I told readers about the project earlier this year. Kathy Shorr, a New York City-based photographer, spent nine months photographing 51 mothers, including Harmon, whose children were killed by guns in the Philadelphia area.

Shorr, who has focused her camera on gun violence in the past, was encouraged to photograph the mothers by a Philadelphia resident whom she had encountered during an earlier project.

Once Shorr met the women, she was committed to using her camera to tell as many of their stories as she could.

SHOT: We the Mothers” includes portraits both somber and searing that Shorr hopes highlight the enduring grief of the mothers, and grows into a call to action and activism.

“I think of it as a template for America,” Shorr said of the project and the violence plaguing cities across the country. As of July 13, there have been 1,283 shootings in Philadelphia; 264 of those were fatal.

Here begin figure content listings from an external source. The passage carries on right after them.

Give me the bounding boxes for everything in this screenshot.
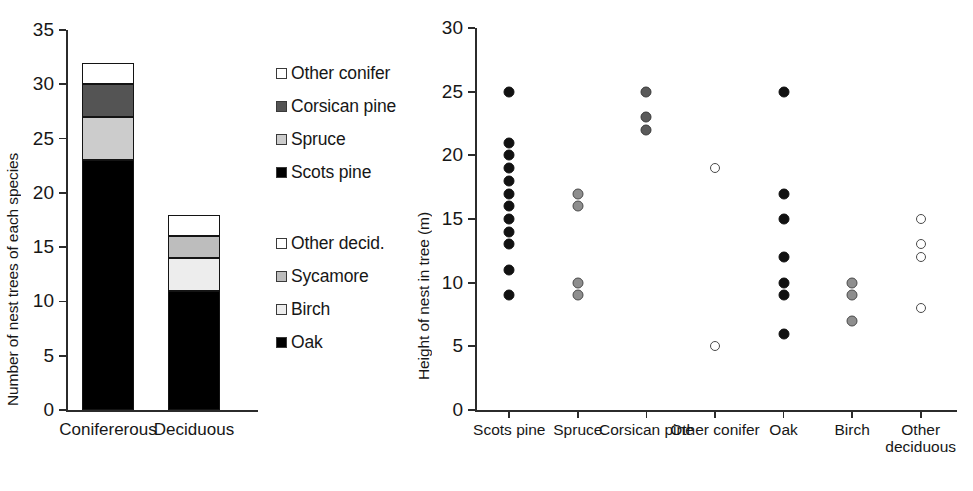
bar-x-tick-label: Deciduous bbox=[109, 420, 279, 439]
bar-segment bbox=[168, 291, 220, 410]
scatter-point bbox=[778, 277, 789, 288]
scatter-point bbox=[916, 239, 926, 249]
bar-segment bbox=[82, 84, 134, 117]
scatter-y-tick bbox=[468, 282, 475, 284]
scatter-point bbox=[778, 188, 789, 199]
scatter-y-tick-label: 5 bbox=[429, 336, 463, 355]
scatter-point bbox=[504, 239, 515, 250]
scatter-point bbox=[504, 150, 515, 161]
legend-label: Birch bbox=[291, 299, 330, 320]
legend-entry: Birch bbox=[276, 293, 385, 326]
scatter-point bbox=[916, 303, 926, 313]
scatter-point bbox=[847, 290, 858, 301]
scatter-point bbox=[504, 163, 515, 174]
scatter-point bbox=[847, 315, 858, 326]
bar-segment bbox=[168, 215, 220, 237]
bar-y-tick-label: 25 bbox=[20, 129, 54, 148]
scatter-y-tick bbox=[468, 154, 475, 156]
bar-segment bbox=[168, 236, 220, 258]
scatter-point bbox=[778, 214, 789, 225]
stacked-bar bbox=[82, 30, 134, 410]
bar-y-tick bbox=[59, 246, 66, 248]
bar-y-axis-line bbox=[66, 30, 68, 411]
bar-y-tick bbox=[59, 301, 66, 303]
bar-segment bbox=[82, 63, 134, 85]
legend-label: Sycamore bbox=[291, 266, 369, 287]
scatter-point bbox=[847, 277, 858, 288]
bar-segment bbox=[168, 258, 220, 291]
scatter-y-tick-label: 25 bbox=[429, 82, 463, 101]
legend-label: Spruce bbox=[291, 129, 346, 150]
legend-entry: Sycamore bbox=[276, 260, 385, 293]
legend-label: Other conifer bbox=[291, 63, 390, 84]
stacked-bar-chart: Number of nest trees of each species 051… bbox=[0, 0, 420, 491]
scatter-y-tick-label: 15 bbox=[429, 209, 463, 228]
scatter-point bbox=[504, 214, 515, 225]
scatter-point bbox=[504, 201, 515, 212]
legend-label: Corsican pine bbox=[291, 96, 396, 117]
scatter-y-tick-label: 10 bbox=[429, 273, 463, 292]
bar-segment bbox=[82, 117, 134, 160]
scatter-point bbox=[916, 214, 926, 224]
scatter-y-tick-label: 30 bbox=[429, 18, 463, 37]
scatter-point bbox=[916, 252, 926, 262]
scatter-y-tick bbox=[468, 409, 475, 411]
scatter-x-axis-line bbox=[475, 410, 957, 412]
bar-y-tick-label: 0 bbox=[20, 400, 54, 419]
scatter-point bbox=[504, 188, 515, 199]
bar-y-tick-label: 10 bbox=[20, 291, 54, 310]
bar-y-tick-label: 15 bbox=[20, 237, 54, 256]
bar-y-tick bbox=[59, 355, 66, 357]
scatter-y-tick bbox=[468, 91, 475, 93]
scatter-point bbox=[641, 124, 652, 135]
scatter-point bbox=[778, 328, 789, 339]
bar-segment bbox=[82, 160, 134, 410]
legend-label: Oak bbox=[291, 332, 323, 353]
legend-swatch-icon bbox=[276, 101, 287, 112]
legend-entry: Oak bbox=[276, 326, 385, 359]
scatter-point bbox=[572, 277, 583, 288]
legend-swatch-icon bbox=[276, 134, 287, 145]
legend-label: Other decid. bbox=[291, 233, 385, 254]
legend-entry: Scots pine bbox=[276, 156, 396, 189]
scatter-point bbox=[641, 86, 652, 97]
scatter-point bbox=[504, 86, 515, 97]
bar-y-tick bbox=[59, 83, 66, 85]
legend-swatch-icon bbox=[276, 238, 287, 249]
bar-y-tick-label: 30 bbox=[20, 74, 54, 93]
scatter-y-tick bbox=[468, 345, 475, 347]
scatter-point bbox=[710, 341, 720, 351]
legend-swatch-icon bbox=[276, 271, 287, 282]
legend-swatch-icon bbox=[276, 167, 287, 178]
scatter-y-tick bbox=[468, 27, 475, 29]
scatter-x-tick-label: Other deciduous bbox=[873, 421, 969, 456]
bar-y-tick bbox=[59, 138, 66, 140]
scatter-y-axis-line bbox=[475, 28, 477, 411]
legend-entry: Other conifer bbox=[276, 57, 396, 90]
legend-swatch-icon bbox=[276, 68, 287, 79]
bar-y-tick bbox=[59, 29, 66, 31]
scatter-point bbox=[778, 86, 789, 97]
scatter-point bbox=[778, 252, 789, 263]
legend-deciduous: Other decid.SycamoreBirchOak bbox=[276, 227, 385, 359]
scatter-point bbox=[504, 264, 515, 275]
legend-entry: Spruce bbox=[276, 123, 396, 156]
scatter-point bbox=[504, 175, 515, 186]
scatter-point bbox=[641, 112, 652, 123]
scatter-plot-area bbox=[475, 28, 955, 410]
scatter-y-tick bbox=[468, 218, 475, 220]
scatter-point bbox=[572, 290, 583, 301]
bar-x-axis-line bbox=[66, 410, 258, 412]
scatter-point bbox=[572, 188, 583, 199]
legend-swatch-icon bbox=[276, 337, 287, 348]
scatter-point bbox=[778, 290, 789, 301]
bar-y-tick bbox=[59, 409, 66, 411]
legend-conifer: Other coniferCorsican pineSpruceScots pi… bbox=[276, 57, 396, 189]
scatter-point bbox=[504, 137, 515, 148]
legend-entry: Corsican pine bbox=[276, 90, 396, 123]
legend-label: Scots pine bbox=[291, 162, 371, 183]
scatter-point bbox=[504, 290, 515, 301]
bar-y-tick-label: 5 bbox=[20, 346, 54, 365]
scatter-point bbox=[504, 226, 515, 237]
nest-height-scatter-chart: Height of nest in tree (m) 051015202530 … bbox=[405, 0, 973, 491]
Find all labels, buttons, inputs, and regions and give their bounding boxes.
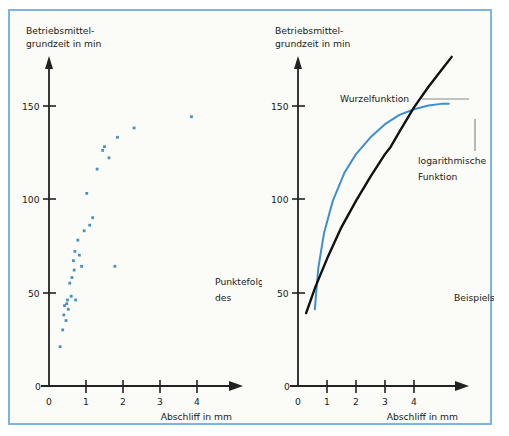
logarithmische-label-line1: logarithmische — [418, 155, 487, 166]
scatter-point — [72, 259, 75, 262]
scatter-point — [66, 299, 69, 302]
scatter-point — [70, 295, 73, 298]
scatter-point — [80, 265, 83, 268]
figure-frame: Betriebsmittel- grundzeit in min 150 100… — [8, 9, 492, 425]
right-ytick-label-50: 50 — [277, 288, 289, 299]
left-xtick-label-2: 2 — [120, 396, 126, 407]
right-xtick-label-0: 0 — [295, 396, 301, 407]
right-xtick-label-1: 1 — [324, 396, 330, 407]
right-xtick-label-4: 4 — [411, 396, 417, 407]
scatter-point — [73, 269, 76, 272]
scatter-point — [65, 302, 68, 305]
wurzelfunktion-label: Wurzelfunktion — [340, 93, 409, 104]
scatter-point — [88, 224, 91, 227]
right-x-axis-arrow — [455, 381, 469, 391]
left-xlabel: Abschliff in mm — [161, 411, 232, 422]
left-x-axis-arrow — [229, 381, 243, 391]
scatter-point — [91, 216, 94, 219]
right-xtick-label-2: 2 — [353, 396, 359, 407]
right-y-axis-arrow — [294, 56, 302, 69]
left-xtick-label-4: 4 — [194, 396, 200, 407]
right-chart-panel: Betriebsmittel- grundzeit in min 150 100… — [262, 11, 494, 427]
beispiels-label: Beispiels — [454, 292, 494, 303]
scatter-point — [133, 127, 136, 130]
scatter-point — [65, 319, 68, 322]
scatter-point — [96, 168, 99, 171]
right-ylabel-line2: grundzeit in min — [275, 38, 350, 49]
left-xtick-label-0: 0 — [46, 396, 52, 407]
scatter-point — [190, 115, 193, 118]
right-ytick-label-150: 150 — [271, 101, 289, 112]
scatter-point — [108, 156, 111, 159]
left-ytick-label-150: 150 — [22, 101, 40, 112]
scatter-point — [62, 314, 65, 317]
logarithmische-label-line2: Funktion — [418, 171, 458, 182]
scatter-point — [85, 192, 88, 195]
left-ytick-label-50: 50 — [28, 288, 40, 299]
scatter-point — [68, 282, 71, 285]
scatter-point — [116, 136, 119, 139]
left-y-axis-arrow — [45, 56, 53, 69]
left-scatter-points — [59, 115, 193, 348]
logarithmic-function-curve — [315, 104, 449, 310]
scatter-point — [61, 329, 64, 332]
scatter-point — [67, 308, 70, 311]
scatter-point — [83, 229, 86, 232]
right-xtick-label-3: 3 — [382, 396, 388, 407]
left-ylabel-line2: grundzeit in min — [26, 38, 101, 49]
left-xtick-label-3: 3 — [157, 396, 163, 407]
right-ylabel-line1: Betriebsmittel- — [275, 25, 343, 36]
scatter-point — [59, 345, 62, 348]
left-ytick-label-0: 0 — [35, 381, 41, 392]
right-line-chart: Betriebsmittel- grundzeit in min 150 100… — [262, 11, 494, 427]
left-ytick-label-100: 100 — [22, 194, 40, 205]
left-xtick-label-1: 1 — [83, 396, 89, 407]
scatter-point — [101, 149, 104, 152]
scatter-point — [78, 254, 81, 257]
scatter-point — [71, 276, 74, 279]
left-chart-panel: Betriebsmittel- grundzeit in min 150 100… — [10, 11, 262, 427]
left-ylabel-line1: Betriebsmittel- — [26, 25, 94, 36]
scatter-point — [113, 265, 116, 268]
scatter-point — [76, 239, 79, 242]
right-ytick-label-100: 100 — [271, 194, 289, 205]
scatter-point — [74, 299, 77, 302]
figure-root: Betriebsmittel- grundzeit in min 150 100… — [0, 0, 509, 436]
left-scatter-chart: Betriebsmittel- grundzeit in min 150 100… — [10, 11, 262, 427]
scatter-point — [74, 250, 77, 253]
punktefolge-label-line1: Punktefolge — [215, 276, 262, 287]
scatter-point — [103, 145, 106, 148]
punktefolge-label-line2: des — [215, 292, 231, 303]
right-ytick-label-0: 0 — [284, 381, 290, 392]
right-xlabel: Abschliff in mm — [387, 411, 458, 422]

The photos will be displayed on large vinyl panels affixed to the iron fence that surrounds the park. Some panels will include heart-wrenching words from mothers, including those of Samantha DiNubile, whose 16-year-old son Salvatore “Tankie” DiNubile was killed in 2017 alongside Caleer Miller, also 16: “For those who stand on solid ground, you will never know the feeling of being trapped in the quicksand and the pain of existing without your heart.”

Shorr photographed DiNubile inside “Tankie’s Tavern,” the family’s South Philadelphia restaurant named after the teen.

The location of the exhibit, in the 300 block of Saunders Avenue, was an intentional choice by Mural Arts Philadelphia, which is funding the exhibit with the support of the city and the People’s Emergency Center, a West Philadelphia nonprofit that offers aid to people experiencing homelessness.

“We see violence as a public health crisis that is complex, multilayered, and demands all our attention,” said Jane Golden, executive director of Mural Arts Philadelphia. “Location is so important because violence disrupts our world and our stories of who we are.”

She is right about that, and for that reason I hope the exhibit is showcased indefinitely around the city. Move it from neighborhood to neighborhood, especially to places and spaces where people might still assume they are immune from such violence.

Put the portraits on the Benjamin Franklin Parkway, or on any number of Center City streets where some might try to convince themselves that they can’t experience this kind of loss.

The exhibit will kick off at 11 a.m. on Thursday with a few words from Shorr and mothers who — even through their tears and pain — urged Shorr to please take their pictures.

Now, it’s our turn to not look away.